Speech: English - Delegates urged to give MPs the tools to do their job
Address to National Party Special Constitutional Conference Wellington
April 12
Delegates urged to give MPs the tools to do their job
President of the National Party, delegates of the National Party, let's not beat about the bush.
We the National Party need to change our constitution and today is the day to do it.And there's a simple reason why we
need to change our constitution. So that we can win.
You all remember, I hope, as powerfully as I do the aftermath of the last election.
And when I spoke with members of the National Party, then with supporters, when we sent the caucus out to talk to you
about that defeat, there was a strong will to change.
Now the pain might have receded, but the need to change has not.
We have a simple requirement for the next election, that is to run a tightly focussed disciplined National Party
campaign for the party vote.
Because we've discovered without one of those, without that sort of campaign, MMP is absolutely unforgiving.
Today we can right that.
And as we go through the details of these proposals, the either's and the ors, and the sections and the sub-sections,
just remember this.
The caucus and the Party membership are guardians of a very special heritage.
We are a broad-based party; we reflect conservative principles and values.
We are rooted in New Zealand's unique and particular history and it's unique and particular way of life. We seek to
represent the best prospects of every New Zealander, every New Zealander, not just those who support us, or those who
believe the things we do, but every New Zealander.
And that heritage is important to the nation as well as it is to us for this reason.
The values and principles laid out here and carried in the hearts and the minds of every member of the National Party,
represent the best way for this country and for its people to achieve their potential. And I can tell you that a lot of
people who aren't here today, do want us to make the decision to change. You've met them, many people around New
Zealand.
There's frustration and criticism of us, it's not because they oppose what we believe, it's because they support what we
believe but they want us to succeed, so remember them.
It's been a long, and at times, difficult process, getting here.
I want to pay tribute to the President and to the National Management Board for getting to grips with the fundamentals
of the need for change so quickly after the election.
Many of you have taken part in this process, a discussion about first principles, meetings about the detail of these
proposals and I want to tell you why it has been worthwhile.
It will give us the chance to do what needs to be done for our country.
By 2005 those needs will be great - to lift our economic prospects.
We have the principles and the values that encourage competition and creativity.
That encourage the enterprising people and their families who have built this nation through their farms, their small
businesses their community organisations.
We represent the idea that risk, that commitment, that enterprise, that reward for achievement, that profit are good.
The next job we will have to do is to craft for New Zealand one standard of citizenship.
To bring to the first decade of this century, the vision of people who want to build New Zealand on its hopes not on its
failures, on unity, not on separatism.
And then there's a third task, to push back, the growing and grinding hopelessness of welfare dependency. Where so many
hundreds of thousands of New Zealanders are carved to one side by a left wing Government and patted on the head because
they'll vote for them. Labour thinks it's better to keep them there.
It's our job to take on the difficult task but the vital task, of carving out for those people a sense of opportunity
and confidence when they need our support and to meet the obligations as those who do support them.
And finally there's a task that I didn't think we would need to do and that is to re-establish New Zealand's place in
the world as a country strong enough to make its own decisions but not too proud to stand with its friends in their time
of need.
A country that is not bound by its young history, but knows enough of that history to know which side it's on.
And I want to say to Helen Clark, fix the damage, fix the damage.
All it would take is the one thing she finds so hard to do - just a few moments of humility. Because she's our Prime
Minister and what's at stake is our national interest.
For a start up to a billion dollars benefit that the Government knows about from a free trade deal that we could lose if
Australia gets it and we don't.
You see why it's been so damaging is because everyone knows the apology is as genuine as the signature on that painting.
And I say this to Helen Clark, if she can take personal responsibility for everything from the Chinese Poll Tax in the
late 1800's, to the Samoan flu in the early 1900's, to discrimination against gays for a century, then she can take
personal responsibility for comments she made last week.
This is what it means when you're a National party that represents the national interests. You see when she apologises
as head of state, she does so on your behalf.
On all our behalf, and that is the obligation she carries as leader regardless of her personal views and personal
beliefs.
So ladies and gentlemen I refer you again to the mission and values, which you, through a process of consultation and
review have laid out in this document. I embrace those values.
They are knitted into the lives that you have led, the families you have raised and the party that you work for.
So I ask you to embrace those values and if you do, then today give us the tools to do the job. Thank-you.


▸ YOUR GOAL
Nothing but the images should be left out when the entries are restated word for word.
------
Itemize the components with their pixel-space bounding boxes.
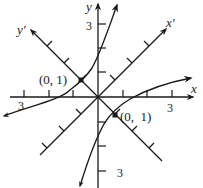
- rotated-axes-diagram: y x x' y' 3 3 3 3 (0, 1) (0, 1): [0, 0, 203, 188]
- point-label-upper: (0, 1): [39, 72, 67, 87]
- vertex-point-upper: [79, 78, 84, 83]
- x-axis-label: x: [190, 81, 197, 96]
- point-label-lower: (0, 1): [120, 109, 151, 124]
- y-tick-label-pos: 3: [86, 19, 92, 33]
- hyperbola-lower-branch: [80, 78, 191, 186]
- x-tick-label-neg: 3: [18, 99, 24, 113]
- y-prime-axis-label: y': [15, 22, 26, 37]
- y-tick-label-neg: 3: [117, 166, 123, 180]
- vertex-point-lower: [113, 113, 118, 118]
- y-prime-axis: [31, 30, 162, 161]
- x-prime-axis-label: x': [165, 15, 175, 30]
- x-tick-label-pos: 3: [167, 101, 173, 115]
- y-axis-label: y: [84, 0, 92, 14]
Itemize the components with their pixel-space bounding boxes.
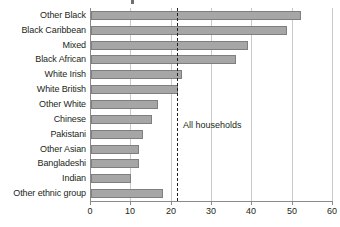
category-label: Pakistani — [0, 129, 86, 139]
bar-chart: 0102030405060 Other BlackBlack Caribbean… — [0, 0, 340, 227]
bar-row: Other ethnic group — [0, 186, 340, 201]
x-tick-label: 60 — [317, 206, 340, 217]
x-tick-20 — [171, 201, 172, 205]
x-tick-label: 0 — [75, 206, 105, 217]
bar — [91, 85, 178, 94]
bar-row: Indian — [0, 171, 340, 186]
bar-row: White Irish — [0, 67, 340, 82]
category-label: Mixed — [0, 40, 86, 50]
bar — [91, 100, 158, 109]
bar — [91, 70, 182, 79]
x-tick-label: 30 — [196, 206, 226, 217]
category-label: Black Caribbean — [0, 25, 86, 35]
x-tick-label: 10 — [115, 206, 145, 217]
all-households-reference-line — [177, 8, 178, 201]
bar — [91, 145, 139, 154]
x-tick-10 — [130, 201, 131, 205]
category-label: Black African — [0, 54, 86, 64]
bar — [91, 130, 143, 139]
bar — [91, 41, 248, 50]
bar — [91, 115, 152, 124]
category-label: Other Asian — [0, 144, 86, 154]
bar-row: White British — [0, 82, 340, 97]
bar-rows: Other BlackBlack CaribbeanMixedBlack Afr… — [0, 8, 340, 201]
bar-row: Chinese — [0, 112, 340, 127]
bar-row: Other Black — [0, 8, 340, 23]
x-tick-40 — [251, 201, 252, 205]
bar — [91, 174, 131, 183]
category-label: Chinese — [0, 114, 86, 124]
x-tick-label: 50 — [277, 206, 307, 217]
category-label: Bangladeshi — [0, 158, 86, 168]
bar-row: Other White — [0, 97, 340, 112]
bar-row: Black African — [0, 53, 340, 68]
bar — [91, 159, 139, 168]
x-tick-label: 20 — [156, 206, 186, 217]
category-label: Other ethnic group — [0, 188, 86, 198]
x-tick-label: 40 — [236, 206, 266, 217]
bar — [91, 26, 287, 35]
bar-row: Pakistani — [0, 127, 340, 142]
bar-row: Bangladeshi — [0, 156, 340, 171]
title-clipped-mark — [131, 0, 134, 4]
category-label: Other White — [0, 99, 86, 109]
bar-row: Other Asian — [0, 142, 340, 157]
bar — [91, 11, 301, 20]
all-households-reference-label: All households — [183, 120, 242, 130]
x-tick-60 — [332, 201, 333, 205]
bar — [91, 55, 236, 64]
x-tick-30 — [211, 201, 212, 205]
category-label: Other Black — [0, 10, 86, 20]
category-label: White British — [0, 84, 86, 94]
bar-row: Mixed — [0, 38, 340, 53]
category-label: Indian — [0, 173, 86, 183]
x-tick-50 — [292, 201, 293, 205]
bar-row: Black Caribbean — [0, 23, 340, 38]
x-tick-0 — [90, 201, 91, 205]
category-label: White Irish — [0, 69, 86, 79]
bar — [91, 189, 163, 198]
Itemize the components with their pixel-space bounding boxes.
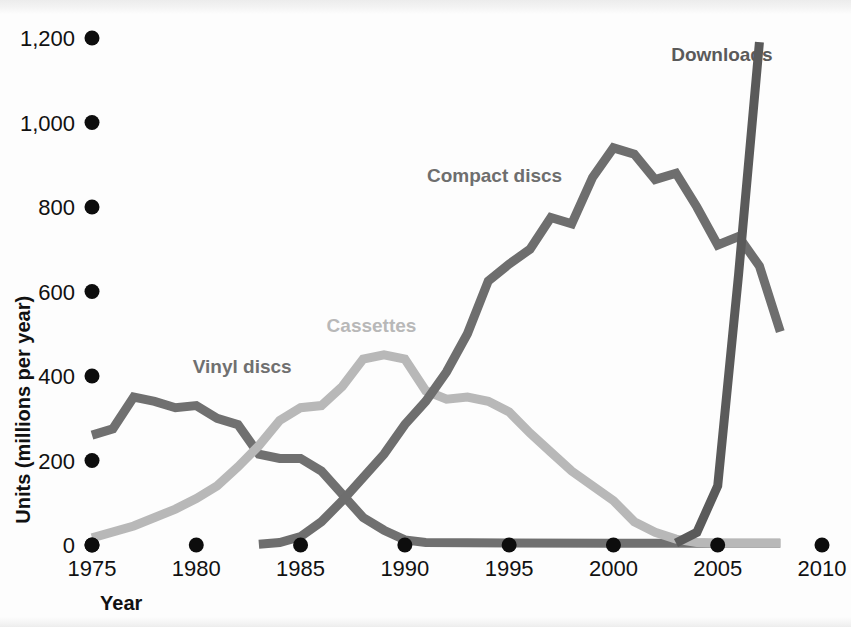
x-tick-marker bbox=[189, 538, 204, 553]
series-label-vinyl-discs: Vinyl discs bbox=[193, 356, 292, 377]
y-tick-marker bbox=[85, 284, 100, 299]
x-tick-marker bbox=[502, 538, 517, 553]
y-tick-marker bbox=[85, 200, 100, 215]
y-tick-label: 600 bbox=[38, 280, 75, 305]
x-tick-label: 2010 bbox=[798, 556, 847, 581]
x-tick-marker bbox=[710, 538, 725, 553]
y-axis-title: Units (millions per year) bbox=[12, 296, 34, 524]
y-tick-label: 0 bbox=[63, 533, 75, 558]
x-tick-label: 1975 bbox=[68, 556, 117, 581]
y-tick-label: 1,000 bbox=[20, 111, 75, 136]
y-tick-marker bbox=[85, 115, 100, 130]
y-tick-label: 200 bbox=[38, 449, 75, 474]
x-tick-label: 2000 bbox=[589, 556, 638, 581]
series-label-downloads: Downloads bbox=[671, 44, 772, 65]
y-tick-marker bbox=[85, 453, 100, 468]
x-tick-label: 2005 bbox=[693, 556, 742, 581]
x-tick-marker bbox=[293, 538, 308, 553]
series-line-downloads bbox=[676, 42, 759, 543]
y-tick-marker bbox=[85, 31, 100, 46]
x-tick-label: 1990 bbox=[380, 556, 429, 581]
line-chart: 02004006008001,0001,20019751980198519901… bbox=[0, 0, 851, 627]
y-tick-label: 1,200 bbox=[20, 26, 75, 51]
x-tick-label: 1995 bbox=[485, 556, 534, 581]
x-tick-label: 1985 bbox=[276, 556, 325, 581]
series-label-cassettes: Cassettes bbox=[327, 315, 417, 336]
y-tick-label: 400 bbox=[38, 364, 75, 389]
chart-canvas: 02004006008001,0001,20019751980198519901… bbox=[0, 0, 851, 627]
x-tick-marker bbox=[606, 538, 621, 553]
x-tick-marker bbox=[815, 538, 830, 553]
series-label-compact-discs: Compact discs bbox=[427, 165, 562, 186]
x-tick-marker bbox=[397, 538, 412, 553]
y-tick-marker bbox=[85, 369, 100, 384]
series-line-vinyl-discs bbox=[92, 397, 780, 543]
x-axis-title: Year bbox=[100, 592, 142, 614]
x-tick-label: 1980 bbox=[172, 556, 221, 581]
x-tick-marker bbox=[85, 538, 100, 553]
y-tick-label: 800 bbox=[38, 195, 75, 220]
------
▸ RESPONSE TO THIS EXERCISE
Itemize the components with their pixel-space bounding boxes.
- rotated-axes-diagram: y x x' y' 3 3 3 3 (0, 1) (0, 1): [0, 0, 203, 188]
- point-label-upper: (0, 1): [39, 72, 67, 87]
- vertex-point-upper: [79, 78, 84, 83]
- x-axis-label: x: [190, 81, 197, 96]
- point-label-lower: (0, 1): [120, 109, 151, 124]
- y-tick-label-pos: 3: [86, 19, 92, 33]
- hyperbola-lower-branch: [80, 78, 191, 186]
- x-tick-label-neg: 3: [18, 99, 24, 113]
- y-prime-axis-label: y': [15, 22, 26, 37]
- y-tick-label-neg: 3: [117, 166, 123, 180]
- vertex-point-lower: [113, 113, 118, 118]
- y-prime-axis: [31, 30, 162, 161]
- x-prime-axis-label: x': [165, 15, 175, 30]
- x-tick-label-pos: 3: [167, 101, 173, 115]
- y-axis-label: y: [84, 0, 92, 14]
Itemize the components with their pixel-space bounding boxes.
category-label: Pakistani — [0, 129, 86, 139]
bar-chart: 0102030405060 Other BlackBlack Caribbean… — [0, 0, 340, 227]
bar-row: Other ethnic group — [0, 186, 340, 201]
x-tick-label: 60 — [317, 206, 340, 217]
x-tick-20 — [171, 201, 172, 205]
x-tick-label: 0 — [75, 206, 105, 217]
bar — [91, 85, 178, 94]
bar-row: Indian — [0, 171, 340, 186]
bar-row: White Irish — [0, 67, 340, 82]
category-label: Mixed — [0, 40, 86, 50]
bar — [91, 100, 158, 109]
bar — [91, 70, 182, 79]
x-tick-label: 30 — [196, 206, 226, 217]
category-label: Black Caribbean — [0, 25, 86, 35]
x-tick-label: 10 — [115, 206, 145, 217]
all-households-reference-line — [177, 8, 178, 201]
bar — [91, 145, 139, 154]
x-tick-10 — [130, 201, 131, 205]
category-label: Black African — [0, 54, 86, 64]
bar — [91, 130, 143, 139]
bar — [91, 41, 248, 50]
bar — [91, 115, 152, 124]
category-label: Other Asian — [0, 144, 86, 154]
bar-row: White British — [0, 82, 340, 97]
bar-rows: Other BlackBlack CaribbeanMixedBlack Afr… — [0, 8, 340, 201]
bar-row: Chinese — [0, 112, 340, 127]
bar-row: Other Black — [0, 8, 340, 23]
x-tick-40 — [251, 201, 252, 205]
bar — [91, 174, 131, 183]
category-label: Chinese — [0, 114, 86, 124]
x-tick-label: 50 — [277, 206, 307, 217]
category-label: Bangladeshi — [0, 158, 86, 168]
bar-row: Other White — [0, 97, 340, 112]
bar-row: Black African — [0, 53, 340, 68]
bar — [91, 159, 139, 168]
x-tick-label: 20 — [156, 206, 186, 217]
category-label: Other ethnic group — [0, 188, 86, 198]
x-tick-label: 40 — [236, 206, 266, 217]
bar — [91, 26, 287, 35]
bar-row: Pakistani — [0, 127, 340, 142]
bar-row: Bangladeshi — [0, 156, 340, 171]
title-clipped-mark — [131, 0, 134, 4]
category-label: Other White — [0, 99, 86, 109]
bar-row: Other Asian — [0, 142, 340, 157]
bar — [91, 11, 301, 20]
all-households-reference-label: All households — [183, 120, 242, 130]
x-tick-60 — [332, 201, 333, 205]
bar — [91, 55, 236, 64]
x-tick-30 — [211, 201, 212, 205]
category-label: Other Black — [0, 10, 86, 20]
category-label: White British — [0, 84, 86, 94]
bar-row: Mixed — [0, 38, 340, 53]
category-label: Indian — [0, 173, 86, 183]
x-tick-50 — [292, 201, 293, 205]
bar-row: Black Caribbean — [0, 23, 340, 38]
x-tick-0 — [90, 201, 91, 205]
category-label: White Irish — [0, 69, 86, 79]
bar — [91, 189, 163, 198]
Itemize the components with their pixel-space bounding boxes.
x-tick-marker bbox=[189, 538, 204, 553]
series-label-vinyl-discs: Vinyl discs bbox=[193, 356, 292, 377]
y-tick-marker bbox=[85, 284, 100, 299]
x-tick-marker bbox=[502, 538, 517, 553]
y-tick-marker bbox=[85, 200, 100, 215]
y-tick-label: 600 bbox=[38, 280, 75, 305]
x-tick-label: 2010 bbox=[798, 556, 847, 581]
x-tick-marker bbox=[710, 538, 725, 553]
y-axis-title: Units (millions per year) bbox=[12, 296, 34, 524]
y-tick-label: 0 bbox=[63, 533, 75, 558]
x-tick-label: 1975 bbox=[68, 556, 117, 581]
y-tick-label: 1,000 bbox=[20, 111, 75, 136]
y-tick-marker bbox=[85, 115, 100, 130]
y-tick-label: 200 bbox=[38, 449, 75, 474]
x-tick-label: 2000 bbox=[589, 556, 638, 581]
series-label-downloads: Downloads bbox=[671, 44, 772, 65]
y-tick-marker bbox=[85, 453, 100, 468]
x-tick-label: 2005 bbox=[693, 556, 742, 581]
x-tick-marker bbox=[293, 538, 308, 553]
series-line-downloads bbox=[676, 42, 759, 543]
y-tick-marker bbox=[85, 31, 100, 46]
x-tick-label: 1990 bbox=[380, 556, 429, 581]
line-chart: 02004006008001,0001,20019751980198519901… bbox=[0, 0, 851, 627]
y-tick-label: 1,200 bbox=[20, 26, 75, 51]
x-tick-label: 1995 bbox=[485, 556, 534, 581]
x-tick-label: 1985 bbox=[276, 556, 325, 581]
series-label-cassettes: Cassettes bbox=[327, 315, 417, 336]
y-tick-label: 400 bbox=[38, 364, 75, 389]
chart-canvas: 02004006008001,0001,20019751980198519901… bbox=[0, 0, 851, 627]
x-tick-marker bbox=[606, 538, 621, 553]
x-tick-marker bbox=[815, 538, 830, 553]
series-label-compact-discs: Compact discs bbox=[427, 165, 562, 186]
x-tick-marker bbox=[397, 538, 412, 553]
y-tick-marker bbox=[85, 369, 100, 384]
series-line-vinyl-discs bbox=[92, 397, 780, 543]
x-axis-title: Year bbox=[100, 592, 142, 614]
x-tick-label: 1980 bbox=[172, 556, 221, 581]
x-tick-marker bbox=[85, 538, 100, 553]
y-tick-label: 800 bbox=[38, 195, 75, 220]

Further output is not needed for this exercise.